Renovation projects are where mechanical engineering gets hard. And they’re where the consequences of inexperience show up fastest.
New construction is relatively straightforward — you’re working from a blank slate with clear documentation, known conditions, and full access. Renovation work is the opposite. Existing conditions are unknown or poorly documented. Record drawings, if they exist at all, may not reflect decades of modifications. Ceiling cavities are crowded with ductwork, piping, conduit, and structure that nobody mapped. Equipment access paths that worked when the building was empty don’t work when it’s fully occupied and furnished.
Then there are the constraints that don’t show up on drawings. The building has to stay operational during construction. Tenants can’t lose heating or cooling for more than a few hours. Noise and vibration limits apply because people are working on the other side of the wall. Phasing plans have to account for the reality that you can’t just shut everything down and start fresh.
Owners and architects routinely underestimate the complexity of renovation mechanical work, and that underestimation leads to budget overruns, schedule delays, and scope changes that erode trust and add cost. The teams that navigate renovations successfully are the ones that anticipated the problems before they started.
We provide mechanical engineering consulting specifically focused on the challenges of renovation and retrofit projects in existing buildings:
Existing Conditions Assessment — Before design begins, we evaluate the existing mechanical infrastructure: equipment condition, capacity, remaining useful life, distribution routing, controls, and air and water balance. We identify what can be reused, what needs to be replaced, and what constraints the existing conditions impose on the design.
Conceptual & Schematic Design Support — We work with the design team during the early phases to develop mechanical strategies that are realistic given the building’s constraints. This includes system selection, routing studies, equipment sizing, and phasing strategies that account for the realities of construction in an occupied building.
Design Review for Renovation-Specific Issues — We review construction documents with a focus on the things that specifically challenge renovation projects: tie-in points to existing systems, transition details between new and existing work, temporary provisions during phased construction, and coordination between new installations and existing infrastructure.
Construction Phase Support — During construction, we help resolve the unexpected conditions that inevitably surface. Existing conditions that don’t match the record drawings. Routing conflicts that weren’t visible until demolition. Equipment access issues that require creative solutions. The value of having an experienced engineer available during construction to make quick, informed decisions cannot be overstated on renovation projects.
Phasing & Swing Strategy Development — For renovations that must maintain building operations, we develop detailed phasing and swing strategies that keep critical systems running throughout construction. This includes temporary heating and cooling provisions, system isolation plans, and sequenced cutover procedures.
Renovation work rewards judgment and experience above all else. You have to have seen enough existing buildings to develop an instinct for what’s behind the wall before you open it. You have to know how systems from different eras were designed and built. You have to be comfortable making decisions with incomplete information and adapting when reality doesn’t match the plan.
We’ve spent a career working on both new and difficult renovation projects — the kind where the existing conditions are messy, the constraints are tight, and the path forward isn’t obvious. We’ve learned that the most valuable contribution on a renovation project often happens before design starts: identifying the real constraints, setting realistic expectations, and developing a strategy that accounts for what you know and what you don’t.
Renovation work is where experience makes the biggest difference. Let’s talk about your building.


- [ASSIGNED TASK]
Find the lines in the records that carry the word "fraction". Copy each one.

(Figure collection entries)
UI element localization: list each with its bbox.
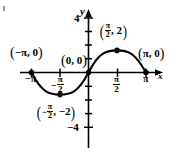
annotation-origin: (0, 0) bbox=[61, 54, 87, 68]
y-value: 2 bbox=[117, 24, 123, 36]
x-axis-label: x bbox=[158, 72, 163, 81]
x-tick-label-pi-over-2: π2 bbox=[113, 76, 120, 95]
x-tick-label-neg-pi-over-2: −π2 bbox=[51, 76, 64, 95]
pi-over-2-fraction: π2 bbox=[105, 22, 111, 39]
close-paren: ) bbox=[123, 23, 127, 40]
pi-over-2-fraction: π2 bbox=[57, 75, 64, 94]
open-paren: ( bbox=[100, 23, 104, 40]
y-value: −2 bbox=[59, 105, 71, 117]
close-paren: ) bbox=[82, 53, 87, 68]
y-axis-label: y bbox=[80, 6, 85, 17]
fraction-denominator: 2 bbox=[105, 30, 111, 39]
fraction-denominator: 2 bbox=[113, 84, 120, 94]
pi-over-2-fraction: π2 bbox=[113, 75, 120, 94]
close-paren: ) bbox=[38, 45, 43, 60]
annotation-pi-over-2-2: (π2, 2) bbox=[99, 23, 128, 40]
x-value: −π bbox=[15, 46, 27, 58]
point-origin bbox=[86, 70, 92, 76]
x-tick-label-neg-pi: −π bbox=[25, 74, 36, 84]
x-tick-label-pi: π bbox=[143, 74, 148, 84]
sine-graph-figure: y x 4 −4 −π −π2 π2 π (−π, 0) (0, 0) (π, … bbox=[0, 0, 174, 154]
annotation-pi-0: (π, 0) bbox=[138, 47, 164, 61]
fraction-numerator: π bbox=[57, 75, 64, 84]
annotation-neg-pi-over-2-neg2: (−π2, −2) bbox=[36, 104, 76, 121]
close-paren: ) bbox=[160, 46, 165, 61]
fraction-numerator: π bbox=[47, 103, 53, 111]
annotation-neg-pi-0: (−π, 0) bbox=[10, 46, 43, 60]
fraction-numerator: π bbox=[113, 75, 120, 84]
point-pi-half-2 bbox=[114, 48, 120, 54]
pi-over-2-fraction: π2 bbox=[47, 103, 53, 120]
close-paren: ) bbox=[71, 104, 75, 121]
fraction-denominator: 2 bbox=[57, 84, 64, 94]
fraction-numerator: π bbox=[105, 22, 111, 30]
open-paren: ( bbox=[37, 104, 41, 121]
fraction-denominator: 2 bbox=[47, 111, 53, 120]
y-tick-label-4: 4 bbox=[74, 13, 80, 24]
x-axis bbox=[20, 69, 163, 76]
y-tick-label-neg-4: −4 bbox=[67, 122, 79, 133]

- [OUTPUT BELOW]
pi-over-2-fraction: π2 bbox=[105, 22, 111, 39]
pi-over-2-fraction: π2 bbox=[57, 75, 64, 94]
fraction-denominator: 2 bbox=[105, 30, 111, 39]
fraction-denominator: 2 bbox=[113, 84, 120, 94]
pi-over-2-fraction: π2 bbox=[113, 75, 120, 94]
fraction-numerator: π bbox=[57, 75, 64, 84]
fraction-numerator: π bbox=[47, 103, 53, 111]
fraction-numerator: π bbox=[113, 75, 120, 84]
pi-over-2-fraction: π2 bbox=[47, 103, 53, 120]
fraction-denominator: 2 bbox=[57, 84, 64, 94]
fraction-numerator: π bbox=[105, 22, 111, 30]
fraction-denominator: 2 bbox=[47, 111, 53, 120]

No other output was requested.